Every year our entire congregation at Free Chapel participates in a 21-day fast. The reason we fast corporately at the beginning of the year is based on principles that have been adapted from Bob Rogers’ book, 101 Reasons to Fast.
There are three reasons starting the year with a fast is a good practice. First, by doing so, you set the course for the rest of the year. Just as beginning your day with prayer sets the course for the rest of the day and covers anything that may happen, the same is true of beginning the year with a fast.
You set the course for the entire year by what you do with those first few days of each new year. You can carry that even further to give God the first part of every day, the first day of every week, the first portion of every dollar and the first consideration in every decision.
Second, blessings will happen for you and your family throughout the year because you fasted in January.
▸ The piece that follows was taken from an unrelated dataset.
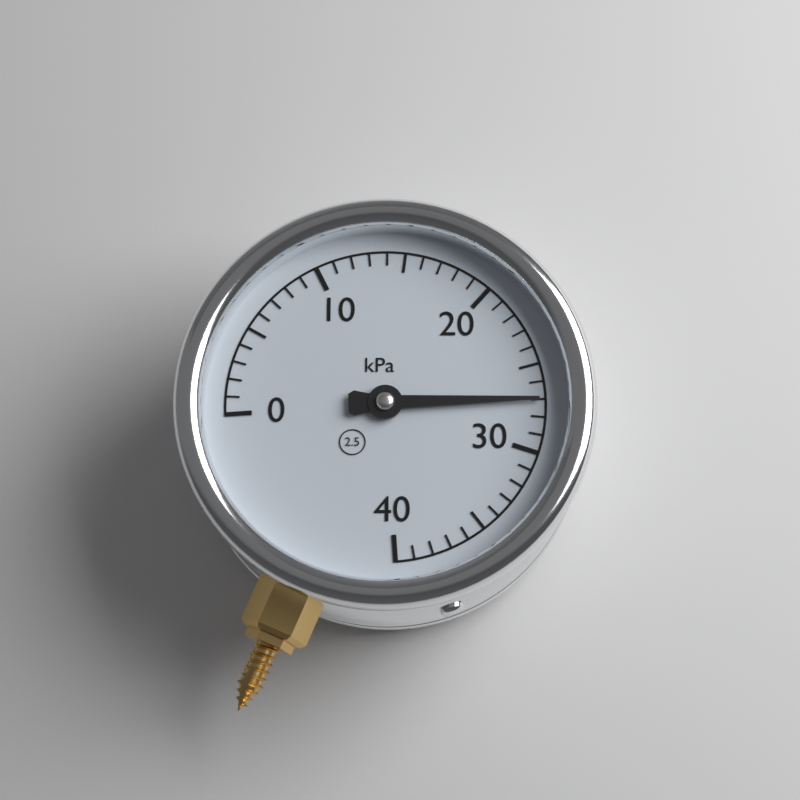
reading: 27 kPa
Even in April, June and August and into November when you have Thanksgiving goodies on your mind, blessings will still be finding their way to you because of your sacrifice to the Lord at the beginning of the year.
In fact, around Thanksgiving one year I got a call to go to the bank. When I arrived, a man and his wife met me and said, “Here is $1 million for the building program.”
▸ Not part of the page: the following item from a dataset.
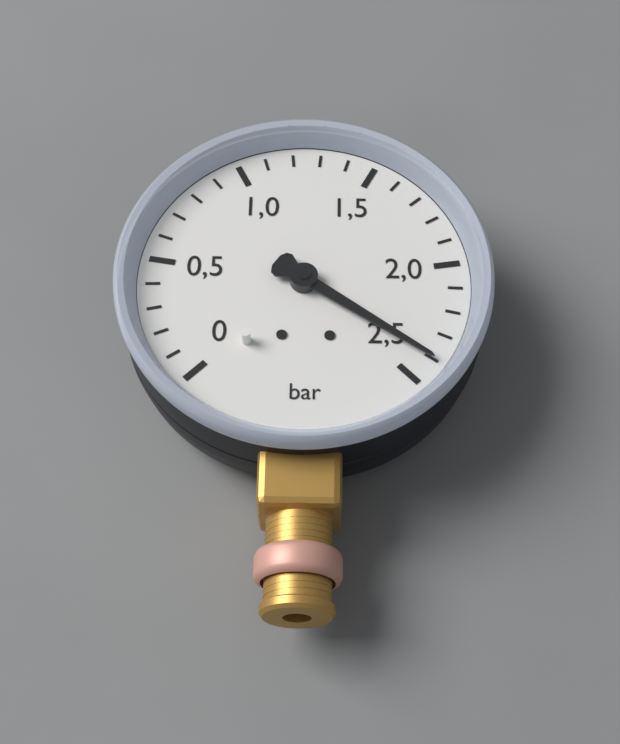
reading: 2.4 bar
I had forgotten about the fast we had done 10 months before, but God hadn’t. He sent us not only someone with a $1 million gift but also people with a $500,000 gift, a $250,000 gift and a $50,000 gift, as well as cumulative millions that came in regular gifts all in that same year.
This third point is so powerful. When you fast at the beginning of the year and pray, you release the principle found in Matthew 6:33: “‘Seek first the kingdom of God and His righteousness, and all these things shall be added to you'” (NKJV, emphasis added). If you seek Him first in the year, get ready for all these “things” to be added to your life throughout the rest of the year!
What Is Fasting?
In addition to knowing why you should fast, you must know what the practice is. Because there are so many misconceptions about fasting, I first want to clarify what biblical fasting is not. Fasting is not merely going without food for a period of time. That is dieting—maybe even starving-but fasting it is not.
Nor is fasting something done only by fanatics. I really want to drive that point home. Fasting is not to be done only by religious monks alone in a cave somewhere. The practice of fasting is not limited to ministers or for special occasions.
Stated simply, biblical fasting is refraining from food for a spiritual purpose. Fasting has always been a normal part of a relationship with God. As expressed by the impassioned plea of David in Psalm 42, fasting brings one into a deeper, more intimate and powerful relationship with God.
When you eliminate food from your diet for a number of days, your spirit becomes uncluttered by the things of this world and amazingly sensitive to the things of God. As David stated, “Deep calls unto deep” (Ps. 42:7).
David was fasting. His hunger and thirst for God were greater than his natural desire for food. As a result, he reached a point at which he could cry out from the depths of his spirit to the depths of God, even in his trial.
After you’ve experienced even a glimpse of that kind of intimacy with our God-our Father, the holy creator of the universe-and the countless rewards and blessings that follow, your whole perspective will change. You will soon realize that fasting is a secret source of power that is overlooked by many.
Why Fast?
During the years that Jesus walked this earth, He devoted time to teaching His disciples the principles of the kingdom of God, principles that conflict with those of this world. In the Beatitudes, specifically in Matthew 6, Jesus provided the pattern by which each of us is to live as a child of God. That pattern addressed three specific duties of a Christian: giving, praying and fasting.
Jesus said, “When you give” and “When you pray” and “When you fast.” He made it clear that fasting, like giving and praying, was a normal part of Christian life. As much attention should be given to fasting as is devoted to giving and to praying.
Solomon, when writing the books of wisdom for Israel, made the point that a cord, or rope, braided with three strands is not easily broken (see Eccl. 4:12). Likewise, when giving, praying and fasting are practiced together by a believer, they combine to create a type of threefold cord that is not easily broken.
In fact, as I’ll show you in a moment, Jesus took it even further by saying, “‘Nothing will be impossible'” (Matt. 17:20).
Could we be missing our greatest breakthroughs because we fail to fast? Remember the thirtyfold, sixtyfold and hundredfold return Jesus spoke of? (See Mark 4:8,20.)
Look at it this way: When you pray, you can release that thirtyfold return, but when both prayer and giving are part of your life, I believe that releases the sixtyfold blessing. But when all three-giving, praying and fasting-are part of your life, that hundredfold return can be released!
If that’s the case, you have to wonder what blessings are not being released. What answers to prayer are not getting through? What bondages are not being broken because we fail to fast?